Sharon rejects air strike

Special to World Tribune.com
MIDDLE EAST NEWSLINE
Monday, June 4, 2001

JERUSALEM Ñ Israeli Prime Minister Ariel Sharon has rejected a military plan to launch a massive bombing sweep of the Palestinian Authority in wake of a Palestinian suicide attack in which 20 Israelis were killed.

Sharon nixed the military proposal in a meeting held hours after the Palestinian attack outside a Tel Aviv nightclub on late Friday. The proposal was for Israeli fighter-jets and attack helicopters to bomb PA and Islamic insurgency targets throughout the West Bank and Gaza Strip.

"We were about to launch a devastating air strike," a senior Israeli security source said.
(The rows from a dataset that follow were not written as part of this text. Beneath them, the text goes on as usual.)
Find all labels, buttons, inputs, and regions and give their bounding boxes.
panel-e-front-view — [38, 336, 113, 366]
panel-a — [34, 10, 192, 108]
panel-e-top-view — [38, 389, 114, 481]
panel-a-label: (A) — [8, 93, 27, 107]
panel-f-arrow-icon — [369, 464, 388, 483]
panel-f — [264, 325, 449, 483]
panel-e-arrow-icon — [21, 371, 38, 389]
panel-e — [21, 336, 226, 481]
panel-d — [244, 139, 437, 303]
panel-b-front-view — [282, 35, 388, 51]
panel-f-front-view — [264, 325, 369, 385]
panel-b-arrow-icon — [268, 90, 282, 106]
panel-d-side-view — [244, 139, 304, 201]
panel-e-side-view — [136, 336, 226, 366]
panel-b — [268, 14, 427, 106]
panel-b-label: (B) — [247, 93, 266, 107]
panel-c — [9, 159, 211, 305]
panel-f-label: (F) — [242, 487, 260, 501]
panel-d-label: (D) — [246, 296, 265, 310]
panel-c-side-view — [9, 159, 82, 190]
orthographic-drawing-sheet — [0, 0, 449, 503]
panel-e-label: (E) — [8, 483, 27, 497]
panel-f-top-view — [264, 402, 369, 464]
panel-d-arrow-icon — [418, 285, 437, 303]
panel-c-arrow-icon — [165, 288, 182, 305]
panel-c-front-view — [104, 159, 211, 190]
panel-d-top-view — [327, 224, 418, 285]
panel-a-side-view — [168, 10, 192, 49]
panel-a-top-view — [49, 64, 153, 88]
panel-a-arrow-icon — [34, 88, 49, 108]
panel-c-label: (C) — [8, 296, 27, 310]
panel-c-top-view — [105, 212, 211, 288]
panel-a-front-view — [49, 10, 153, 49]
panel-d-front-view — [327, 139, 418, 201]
The prime minister appeared willing to consider the military proposal, the source said. But Sharon changed his mind when PA Chairman Yasser Arafat, under massive international pressure, declared his willingness to implement an immediate ceasefire.

The source said Sharon came under pressure from the United States and the European Union to halt any Israeli retaliation and give Arafat an opportunity to implement his pledge. The air strike, the source said, has been suspended until further notice.

"Restraint is also an element of strength," Sharon said on Sunday. Still, Israeli officials said the military will remind the Palestinians of its power. They said the Israeli air force begins on Monday with extensive exercises over the next two days that will be held in the air space over Israel and the Palestinian territories.

Israeli military sources said Arafat has not ended Palestinian attacks against Israel. On late Sunday, Palestinian gunners fired mortars toward the Jewish settlement of Kfar Darom in the Gaza Strip. Israeli troops did not respond.

On Monday, a bomb exploded on the Trans-Samarian highway near the industrial zone of the West Bank Jewish settlement of Barkan. Nobody was injured.

The bombing came hours after Arafat convened his security chiefs and ordered them to stop attacks against Israel. Palestinian sources said the security chiefs did not respond to Arafat's orders, issued during a two-hour meeting in Ramallah.

"We say that the popular uprising is the natural right of the Palestinians," Fatah leader Hussein Sheik said.

The Hamas movement claimed responsibility for the Tel Aviv bombing. A Hamas statement said the bomber was a 20-year-old Palestinian who had arrived from Jordan to Kalkilya.

Israeli military sources termed Arafat's declaration of a ceasefire as a tactical move. They said the PA chairman plans to temporarily lower Palestinian violence until he feels an easing of international pressure.